Harvard basketball goes to NCAAs.

The Harvard basketball team completed its best season with an appearance against Vanderbilt in the NCAA tournament.

All-Ivy forward Kyle Casey ’13 drives toward the hoop against Vanderbilt’s Rod Odom.

For only the second time in history and the first time since 1946, Harvard sent a team to the Big Dance—the NCAA basketball tournament—this year. The Crimson earned the Ivy League’s NCAA slot with their second consecutive league championship season—after having posted no titles since the Ancient Eight’s incarnation in 1956. In 2011, Harvard shared the Ivy laurels with Princeton, which won a one-game playoff for the NCAA bid by one point, but this year, Harvard secured the title outright on the strength of a 12-2 conference record, one game ahead of Penn’s 11-3. Harvard’s 26-5 overall mark set a Crimson record for victories in a season. The squad also attained the first national ranking in program history, rising as high as #22 in the AP poll and #21 in the ESPN/USA Today Coaches poll.

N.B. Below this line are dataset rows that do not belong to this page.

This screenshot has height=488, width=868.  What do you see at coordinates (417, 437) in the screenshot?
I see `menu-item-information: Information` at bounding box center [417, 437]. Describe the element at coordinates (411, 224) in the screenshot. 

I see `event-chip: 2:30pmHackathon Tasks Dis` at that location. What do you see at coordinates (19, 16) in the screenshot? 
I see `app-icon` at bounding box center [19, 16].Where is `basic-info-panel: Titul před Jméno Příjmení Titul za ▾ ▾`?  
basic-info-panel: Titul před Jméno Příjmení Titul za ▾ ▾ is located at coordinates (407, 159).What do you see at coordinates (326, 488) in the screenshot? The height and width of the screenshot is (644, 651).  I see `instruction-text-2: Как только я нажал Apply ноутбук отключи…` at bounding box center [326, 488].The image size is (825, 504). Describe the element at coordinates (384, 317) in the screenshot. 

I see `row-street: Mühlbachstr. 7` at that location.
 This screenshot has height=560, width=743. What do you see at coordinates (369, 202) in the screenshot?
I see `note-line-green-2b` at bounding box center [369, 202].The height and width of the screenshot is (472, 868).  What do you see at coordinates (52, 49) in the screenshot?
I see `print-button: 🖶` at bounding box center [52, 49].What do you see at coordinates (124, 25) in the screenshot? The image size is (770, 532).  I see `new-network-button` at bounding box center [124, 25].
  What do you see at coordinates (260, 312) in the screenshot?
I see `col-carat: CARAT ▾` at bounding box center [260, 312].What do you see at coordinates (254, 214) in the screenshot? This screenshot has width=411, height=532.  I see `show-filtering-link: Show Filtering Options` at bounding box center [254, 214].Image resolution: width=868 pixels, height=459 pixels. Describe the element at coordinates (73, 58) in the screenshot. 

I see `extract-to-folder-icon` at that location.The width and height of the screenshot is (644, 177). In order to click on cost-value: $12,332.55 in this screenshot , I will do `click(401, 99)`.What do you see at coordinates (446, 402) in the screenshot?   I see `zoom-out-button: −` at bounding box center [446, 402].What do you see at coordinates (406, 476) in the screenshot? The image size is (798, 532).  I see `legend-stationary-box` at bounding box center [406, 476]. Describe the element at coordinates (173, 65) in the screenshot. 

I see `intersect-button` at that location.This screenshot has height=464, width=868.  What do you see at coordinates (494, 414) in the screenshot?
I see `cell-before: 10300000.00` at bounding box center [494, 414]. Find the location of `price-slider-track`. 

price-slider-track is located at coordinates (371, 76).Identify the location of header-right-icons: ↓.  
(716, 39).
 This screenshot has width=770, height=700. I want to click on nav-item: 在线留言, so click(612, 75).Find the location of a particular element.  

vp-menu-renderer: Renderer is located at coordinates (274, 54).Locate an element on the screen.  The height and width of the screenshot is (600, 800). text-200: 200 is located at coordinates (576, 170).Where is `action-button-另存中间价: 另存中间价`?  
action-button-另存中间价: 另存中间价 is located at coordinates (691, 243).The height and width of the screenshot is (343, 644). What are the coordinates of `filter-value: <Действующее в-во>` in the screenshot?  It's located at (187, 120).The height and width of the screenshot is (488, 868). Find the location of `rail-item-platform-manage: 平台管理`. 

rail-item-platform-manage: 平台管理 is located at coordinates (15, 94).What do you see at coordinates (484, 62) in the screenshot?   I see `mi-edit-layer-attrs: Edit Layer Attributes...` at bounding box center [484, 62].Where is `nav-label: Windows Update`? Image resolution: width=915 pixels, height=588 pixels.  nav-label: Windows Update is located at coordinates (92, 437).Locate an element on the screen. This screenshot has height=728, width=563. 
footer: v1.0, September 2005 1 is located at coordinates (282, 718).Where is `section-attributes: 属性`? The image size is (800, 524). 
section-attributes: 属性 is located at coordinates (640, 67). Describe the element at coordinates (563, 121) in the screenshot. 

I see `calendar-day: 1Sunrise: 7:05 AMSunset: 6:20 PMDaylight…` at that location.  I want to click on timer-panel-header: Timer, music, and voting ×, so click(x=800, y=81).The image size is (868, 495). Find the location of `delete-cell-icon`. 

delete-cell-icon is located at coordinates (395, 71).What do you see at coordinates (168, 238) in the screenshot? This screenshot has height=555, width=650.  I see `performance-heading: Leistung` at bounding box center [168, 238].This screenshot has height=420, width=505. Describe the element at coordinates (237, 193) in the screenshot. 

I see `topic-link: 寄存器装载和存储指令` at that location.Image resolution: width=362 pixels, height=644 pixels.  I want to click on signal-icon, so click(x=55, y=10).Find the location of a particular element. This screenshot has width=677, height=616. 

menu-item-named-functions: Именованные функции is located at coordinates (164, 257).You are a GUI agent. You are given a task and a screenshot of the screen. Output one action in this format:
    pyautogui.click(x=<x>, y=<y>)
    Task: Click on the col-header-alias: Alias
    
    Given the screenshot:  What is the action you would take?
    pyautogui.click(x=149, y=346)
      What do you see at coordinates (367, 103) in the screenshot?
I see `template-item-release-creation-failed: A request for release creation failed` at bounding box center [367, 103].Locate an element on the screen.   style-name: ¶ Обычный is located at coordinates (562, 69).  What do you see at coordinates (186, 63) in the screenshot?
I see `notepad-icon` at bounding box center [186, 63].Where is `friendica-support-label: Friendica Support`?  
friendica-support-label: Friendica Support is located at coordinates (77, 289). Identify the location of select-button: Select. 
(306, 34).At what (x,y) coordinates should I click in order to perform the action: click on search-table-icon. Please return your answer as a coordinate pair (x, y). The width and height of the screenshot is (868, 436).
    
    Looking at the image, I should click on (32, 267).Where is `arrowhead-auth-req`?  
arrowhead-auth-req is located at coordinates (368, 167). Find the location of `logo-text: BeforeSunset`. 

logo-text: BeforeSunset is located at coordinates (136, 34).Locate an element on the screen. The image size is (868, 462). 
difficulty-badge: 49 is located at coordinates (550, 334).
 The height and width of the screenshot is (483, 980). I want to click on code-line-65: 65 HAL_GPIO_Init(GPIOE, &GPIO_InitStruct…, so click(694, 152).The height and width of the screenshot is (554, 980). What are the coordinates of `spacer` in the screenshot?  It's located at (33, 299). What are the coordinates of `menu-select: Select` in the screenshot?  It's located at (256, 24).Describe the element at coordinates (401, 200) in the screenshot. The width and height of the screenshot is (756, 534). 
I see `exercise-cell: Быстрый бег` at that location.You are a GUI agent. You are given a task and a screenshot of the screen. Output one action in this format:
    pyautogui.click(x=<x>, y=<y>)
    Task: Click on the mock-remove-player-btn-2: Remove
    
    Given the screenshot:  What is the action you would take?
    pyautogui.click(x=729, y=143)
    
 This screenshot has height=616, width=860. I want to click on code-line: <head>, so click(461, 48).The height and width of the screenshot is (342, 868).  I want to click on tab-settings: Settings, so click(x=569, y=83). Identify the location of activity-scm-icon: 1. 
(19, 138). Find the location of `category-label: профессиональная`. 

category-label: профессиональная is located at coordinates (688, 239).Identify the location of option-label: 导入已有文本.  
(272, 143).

Seeded #12 in the NCAA’s East Region, the Crimson flew to Albuquerque to face Vanderbilt, the #5 seed. Early on, Harvard opened a three-point lead at 20-17, but Vanderbilt responded with a 13-3 run and sank a trey at the halftime buzzer for a 33-23 edge. The Commodores continued their hot outside shooting to build an 18-point second-half lead, threatening a blowout. But Harvard’s defense clamped down, and with seven minutes left, the comeback started when Kyle Casey followed a dunk with a three-pointer to cut the margin to 12. Offensively, Laurent Rivard ’14 sizzled, netting a team-high 20 points on 6-of-7 shooting beyond the arc. The Crimson doggedly fought back to 70-65 with 1:51 to play, but could draw no closer; the final was 79-70. The Boston Globe’s Bob Ryan summed it all up as “the greatest season in Harvard basketball history....They have gone where no Harvard men have gone before. They should be proud.”

Related topics

You might also like

How a Harvard Hockey Legend Became a Needlepoint Artist

Joe Bertagna’s retirement project recreates figures from Boston sports history.

Harvard Students, Alumni to Compete at the 2026 Olympics

Six Crimson athletes are headed to the XXV Winter Games in Milano Cortina. 

Introductions: Dan Cnossen

A conversation with the former Navy SEAL and gold-medal-winning Paralympic skier

Most popular

AI Outperforms Doctors in Emergency Room Tasks, New Harvard Study Shows

Researchers say the technology could help physicians with triage, diagnosis.

Seth Moulton, Harvard graduate and former Marine, is profiled

A profile of former Marine Seth Moulton ’01, M.B.A.-M.P.P. ’11

Why Is Silicon Valley Turning Conservative?

At the Harvard Kennedy School, Van Jones analyzes how Democrats lost the tech industry’s vote.

Explore More From Current Issue

A colorful hummingbird hovering by vibrant flowers.

Discoveries

Short takes on cutting-edge research

Mercy Otis Warren in period attire writes at a desk by candlelight, surrounded by books.

The Woman Who Penned the Case for War

Mercy Otis Warren’s poetry and plays incited the Patriot movement.

Historical battle scene with soldiers in red and blue uniforms, flags waving, chaotic action.

The Harvard-Trained Doctor Who Urged a Revolution

Before his heroic death, General Joseph Warren was dubbed “the greatest incendiary in all of America.”